Friday, July 31, 2009

Watershed Partners: Sending Volunteers Upstream and Out to Sea


The Rhode Island Chapter and the Chapters in Ventura and San Diego Counties in California are maximizing their BWTF volunteer efforts by partnering with other environmental organizations. While the two California chapters are sending volunteers up into their watersheds to collect water quality information with volunteers from other community groups and environmental organizations, the Rhode Island BWTF volunteers make up the beach component of their state watershed program.  


While the Chapters bring manpower and enthusiasm to these watershed programs, their partners take responsibility for training, data management, and all of the logistics of running water-testing laboratories. These successful partnerships are great models for volunteer water testing programs. Learn more about each program below.

Ventura County, California
Ventura Stream Team began early in 2001 as a partnership program of Santa Barbara Channelkeeper and the Ventura Chapter of the Surfrider Foundation. Coordinated by the Santa Barbara Channelkeeper, Stream Team recruits and trains community members to take part in monthly water quality monitoring sessions. Although the Cities and Counties test ocean and creek water weekly at many spots, there is no regular and comprehensive testing of either the Ventura River watershed or the Goleta Slough watershed. The obvious action is to go up-stream, and test the water at every major reach and junction to locate the 'trouble' spots.

Learn more on the Ventura River Stream Team's website or check out this video

San Diego, California
Volunteers from the San Diego Chapter are heading upstream to perform watershed testing. Coastkeeper engages hundreds of dedicated citizen volunteer water monitors, providing useful water quality information to the general public, and partners with a wide variety of regulatory agencies, academic institutions, businesses and non-profit organizations.

San Diego Coastkeeper’s Watershed Monitoring Program strives to:
• supplement the limited water quality data resources available,
• protect sensitive ecosystems,
• identify and abate pollution sources,
• track the effectiveness of pollution prevention plans and
• prevent further degradation of our precious water resources.

Learn more on the coastkeeper website or watch their training presentation.

Rhode Island
The Rhode Island Surfrider Chapter’s Blue Water Task Force collects water samples for bacterial analysis on a monthly basis. Volunteers collect samples from twelve popular beaches throughout Rhode Island. Once collected, samples are sent to the University of Rhode Island's Watershed Watch laboratory, where they are analyzed for traces of E. Coli, Fecal Coliform and Enterococcus bacteria.

The University of Rhode Island Watershed Watch Program is a statewide volunteer monitoring program. It focuses on providing current information on the water quality of surface water resources throughout Rhode Island, including lakes, ponds, reservoirs, rivers, streams and the marine environment.

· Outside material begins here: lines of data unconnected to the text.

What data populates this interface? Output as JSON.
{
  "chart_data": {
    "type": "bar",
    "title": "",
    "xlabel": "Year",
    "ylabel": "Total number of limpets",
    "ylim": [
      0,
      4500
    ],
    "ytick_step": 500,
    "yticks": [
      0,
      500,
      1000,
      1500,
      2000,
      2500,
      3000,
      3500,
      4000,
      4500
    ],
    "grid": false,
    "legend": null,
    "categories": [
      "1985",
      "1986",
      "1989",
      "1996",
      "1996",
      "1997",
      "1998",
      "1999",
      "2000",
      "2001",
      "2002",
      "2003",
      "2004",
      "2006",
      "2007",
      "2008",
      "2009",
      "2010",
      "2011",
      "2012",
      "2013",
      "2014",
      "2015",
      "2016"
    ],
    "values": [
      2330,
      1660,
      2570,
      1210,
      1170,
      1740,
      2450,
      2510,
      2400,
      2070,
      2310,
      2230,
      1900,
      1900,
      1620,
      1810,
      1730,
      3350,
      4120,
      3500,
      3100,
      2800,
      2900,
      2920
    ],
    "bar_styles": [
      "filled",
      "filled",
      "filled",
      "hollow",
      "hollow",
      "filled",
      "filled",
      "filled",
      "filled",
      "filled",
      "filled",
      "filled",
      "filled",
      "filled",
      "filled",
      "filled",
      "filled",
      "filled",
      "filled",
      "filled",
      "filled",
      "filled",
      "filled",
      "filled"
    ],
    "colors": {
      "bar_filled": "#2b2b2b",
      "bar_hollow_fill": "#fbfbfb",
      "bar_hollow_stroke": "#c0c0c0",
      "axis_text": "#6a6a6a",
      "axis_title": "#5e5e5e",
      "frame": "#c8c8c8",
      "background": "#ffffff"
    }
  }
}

The goals of this program are:
• To promote active citizen participation in water quality protection.
• To educate the public about water quality issues.
• To obtain multi-year surface water quality information in order to ascertain current conditions and to detect trends.
• To encourage sound management programs based upon water quality information.

For more information, visit the URI Watershed Watch website.

Wednesday, July 22, 2009

Two Literature Review Documents Related to Recreational Water Quality Risks Just Released by EPA

For those of you looking to delve a little deeper into the science behind beach water testing and the national water quality standards, the EPA has just released two literature reviews online.

1. Review of Published Studies to Characterize Relative Risks from Different Sources of Fecal Contamionation in Recreational Waters.


2. Review of Zoonotic Pathogens in Ambient Water.


The first report discusses studies on human health illness and risk from exposure to beach water, and the second provides a summary of the many different pathogens in polluted seawater that can make you sick.  Both documents are available on EPA's Web site at:
http://www.epa.gov/waterscience/criteria/recreation/


Enjoy!

Friday, July 17, 2009

BEACH Act Action Alert!


For the third year in a row, Congress is considering a bill to reauthorize the BEACH Act. This landmark law was first championed by Surfrider Foundation a decade ago.  The BEACH Act set federal water quality standards and provides federal dollars to states for beach monitoring programs.

The Clean Coastal Environment & Public Health Act of 2009 will increase the amount of federal dollars that can be spent on beach water quality monitoring and will modernize the technology we rely on to protect the health of the beach-going public. It also expands the scope of the BEACH Act to include tracking and cleaning up the sources of beach water pollution. A similar bill passed the House of Representatives last year, but languished in the Senate.

Urge your members of Congress to show their support for healthy beaches and robust coastal economies by cosponsoring the Clean Coastal Environment & Public Health Act of 2009. Don't let them put this off for yet another year!